Bankhead II, John H.
$20.00
Alabama US Senator 1930-46, favored farmers, opposed African-American civil rights
Description
Autograph ID: 4273
Condition: Very good, tiny fold separation lower right
Description: “(1872-1946) Alabama US Senator (D), like his father, John H. Bankhead, elected 3 times to the Senate and died in office. He was the brother of Speaker of the House Wm. B. Bankhead and uncle of actress Talullah Bankhead. He served in the Senate 1931, to his death on June 12, 1946. He was first elected to the Senate in 1930 by defeating J. Thomas Heflin, who had succeeded his father. He served as chairman of the Committee on Irrigation and Reclamation and is remembered as a spokesman for farmers and against civil rights for African Americans. He was elected to the state House of Representatives in 1903. After Alabama’s grandfather clause that disenfranchised most black voters was declared unconstitutional, Bankhead was an author of Alabama’s revised voting law that effectively kept most black voters from registering through a series of tests and poll taxes. He worked at the passage of various pieces of New Deal legislation to benefit cotton farmers, including the Subsistence Homestead Act of 1933, the Cotton Control Act of 1934 and the parity payment amendments to the Agricultural Adjustment Act of 1938. He sponsored 1943 legislation to exempt “substantially fulltime” farm workers from the WW II draft. Bankhead was 3rd, with 98 votes, when delegates to the 1944 Democratic Convention considered President Roosevelt’s running mate. He surprisingly withdrew his candidacy in favor of Senate colleague Harry S Truman, who was elected VP and succeeded to presidency in 1945.
ALS as Senator-elect on 11 x 8 ½ letterhead as Senate candidate, Birmingham, November 14 1930, to a Seattle man thanking him for his congratulations (on his election).”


### Task
Every line in the data below that holds "diagram" should be found and copied.

Data entries for graphics:
·····
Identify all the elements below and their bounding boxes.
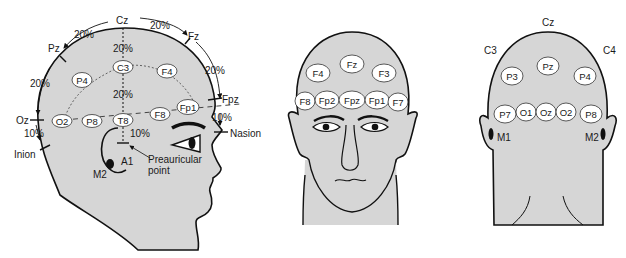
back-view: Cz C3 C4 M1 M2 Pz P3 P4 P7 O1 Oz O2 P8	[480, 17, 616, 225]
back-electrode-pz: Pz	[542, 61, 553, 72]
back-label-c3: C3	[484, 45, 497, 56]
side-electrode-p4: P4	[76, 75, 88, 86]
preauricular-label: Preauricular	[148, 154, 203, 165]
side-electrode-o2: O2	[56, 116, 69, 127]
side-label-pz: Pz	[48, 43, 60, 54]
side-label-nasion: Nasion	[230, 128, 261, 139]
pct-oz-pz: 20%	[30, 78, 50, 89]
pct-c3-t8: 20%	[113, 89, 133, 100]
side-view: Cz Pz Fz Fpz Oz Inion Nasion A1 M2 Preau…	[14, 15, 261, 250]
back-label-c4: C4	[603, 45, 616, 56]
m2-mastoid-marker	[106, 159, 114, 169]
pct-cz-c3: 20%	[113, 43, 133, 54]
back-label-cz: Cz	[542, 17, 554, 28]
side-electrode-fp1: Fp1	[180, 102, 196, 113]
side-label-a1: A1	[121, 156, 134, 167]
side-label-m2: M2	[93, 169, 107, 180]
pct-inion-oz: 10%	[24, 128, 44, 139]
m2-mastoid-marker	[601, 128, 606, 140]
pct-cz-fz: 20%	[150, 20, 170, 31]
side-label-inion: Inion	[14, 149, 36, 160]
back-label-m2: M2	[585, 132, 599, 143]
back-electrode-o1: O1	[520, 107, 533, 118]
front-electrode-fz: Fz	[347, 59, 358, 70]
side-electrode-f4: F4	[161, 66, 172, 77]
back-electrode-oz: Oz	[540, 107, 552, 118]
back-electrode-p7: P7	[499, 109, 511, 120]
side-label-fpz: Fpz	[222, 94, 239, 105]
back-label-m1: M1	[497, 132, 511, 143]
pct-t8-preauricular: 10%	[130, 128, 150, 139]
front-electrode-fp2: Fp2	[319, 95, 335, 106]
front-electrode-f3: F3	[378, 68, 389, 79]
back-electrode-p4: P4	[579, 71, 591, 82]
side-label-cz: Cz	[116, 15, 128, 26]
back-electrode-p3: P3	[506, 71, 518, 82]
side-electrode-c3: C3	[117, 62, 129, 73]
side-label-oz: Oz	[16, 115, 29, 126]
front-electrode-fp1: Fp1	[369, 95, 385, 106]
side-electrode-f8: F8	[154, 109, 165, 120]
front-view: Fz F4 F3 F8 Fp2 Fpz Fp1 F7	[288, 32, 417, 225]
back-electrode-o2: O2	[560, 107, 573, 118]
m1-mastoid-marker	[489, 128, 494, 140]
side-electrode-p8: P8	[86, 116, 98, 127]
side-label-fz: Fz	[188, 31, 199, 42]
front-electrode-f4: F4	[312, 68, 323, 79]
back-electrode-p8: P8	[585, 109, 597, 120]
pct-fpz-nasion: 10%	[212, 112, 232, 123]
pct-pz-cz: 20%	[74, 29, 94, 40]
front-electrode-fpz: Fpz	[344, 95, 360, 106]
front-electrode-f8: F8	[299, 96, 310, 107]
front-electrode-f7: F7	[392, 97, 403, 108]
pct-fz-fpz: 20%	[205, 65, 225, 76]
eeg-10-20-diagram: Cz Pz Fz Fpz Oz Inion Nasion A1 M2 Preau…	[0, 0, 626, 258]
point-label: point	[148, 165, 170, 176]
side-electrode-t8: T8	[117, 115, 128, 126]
·····
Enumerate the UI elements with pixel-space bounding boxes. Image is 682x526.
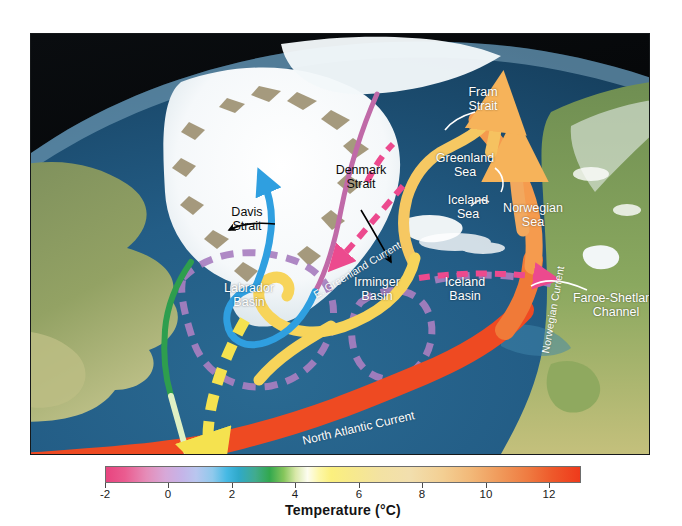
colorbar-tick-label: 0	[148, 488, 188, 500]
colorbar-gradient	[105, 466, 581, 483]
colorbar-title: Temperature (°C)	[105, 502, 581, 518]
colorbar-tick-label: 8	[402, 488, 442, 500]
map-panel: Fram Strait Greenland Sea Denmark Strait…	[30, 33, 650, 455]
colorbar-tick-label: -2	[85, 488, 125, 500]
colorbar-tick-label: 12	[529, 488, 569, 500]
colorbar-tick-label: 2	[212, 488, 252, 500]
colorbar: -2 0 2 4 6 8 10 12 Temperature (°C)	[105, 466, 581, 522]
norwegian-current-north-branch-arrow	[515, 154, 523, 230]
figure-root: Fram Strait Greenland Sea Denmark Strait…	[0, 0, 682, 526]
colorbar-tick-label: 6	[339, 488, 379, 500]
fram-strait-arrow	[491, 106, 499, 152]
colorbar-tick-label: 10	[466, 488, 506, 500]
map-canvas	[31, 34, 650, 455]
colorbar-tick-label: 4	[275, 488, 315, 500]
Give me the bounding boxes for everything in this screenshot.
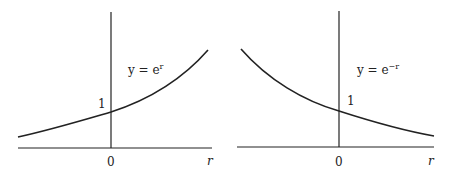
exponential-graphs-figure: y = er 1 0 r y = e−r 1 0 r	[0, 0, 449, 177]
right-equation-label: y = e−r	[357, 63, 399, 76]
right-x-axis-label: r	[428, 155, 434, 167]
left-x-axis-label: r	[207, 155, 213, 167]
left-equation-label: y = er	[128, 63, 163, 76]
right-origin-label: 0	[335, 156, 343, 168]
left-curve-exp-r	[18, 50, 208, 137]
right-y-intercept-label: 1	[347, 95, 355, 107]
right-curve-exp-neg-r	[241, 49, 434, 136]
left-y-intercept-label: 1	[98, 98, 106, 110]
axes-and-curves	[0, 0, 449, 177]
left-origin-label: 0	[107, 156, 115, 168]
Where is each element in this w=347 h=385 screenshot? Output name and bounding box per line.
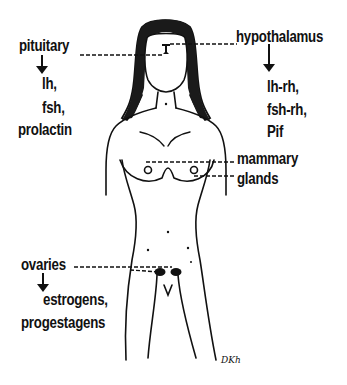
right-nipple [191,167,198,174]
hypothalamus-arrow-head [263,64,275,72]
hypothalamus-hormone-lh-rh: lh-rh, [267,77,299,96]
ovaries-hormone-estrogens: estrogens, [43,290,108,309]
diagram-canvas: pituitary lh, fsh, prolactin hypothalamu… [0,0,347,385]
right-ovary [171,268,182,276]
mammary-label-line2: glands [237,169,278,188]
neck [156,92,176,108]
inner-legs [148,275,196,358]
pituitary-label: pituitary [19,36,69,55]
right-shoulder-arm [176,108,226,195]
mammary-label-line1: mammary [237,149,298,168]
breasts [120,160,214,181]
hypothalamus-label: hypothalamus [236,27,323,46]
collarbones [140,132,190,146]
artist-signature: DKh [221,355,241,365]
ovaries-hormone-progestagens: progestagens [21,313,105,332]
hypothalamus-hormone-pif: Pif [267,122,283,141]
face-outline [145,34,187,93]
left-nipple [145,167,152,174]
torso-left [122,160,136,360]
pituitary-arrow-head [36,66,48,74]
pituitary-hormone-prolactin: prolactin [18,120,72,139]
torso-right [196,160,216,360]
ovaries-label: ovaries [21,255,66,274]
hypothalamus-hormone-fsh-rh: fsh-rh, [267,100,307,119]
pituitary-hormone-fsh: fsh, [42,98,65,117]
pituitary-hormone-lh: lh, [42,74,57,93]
·····
### Answer box
eeg-10-20-diagram: Cz Pz Fz Fpz Oz Inion Nasion A1 M2 Preau…	[0, 0, 626, 258]
diagram-canvas: pituitary lh, fsh, prolactin hypothalamu… [0,0,347,385]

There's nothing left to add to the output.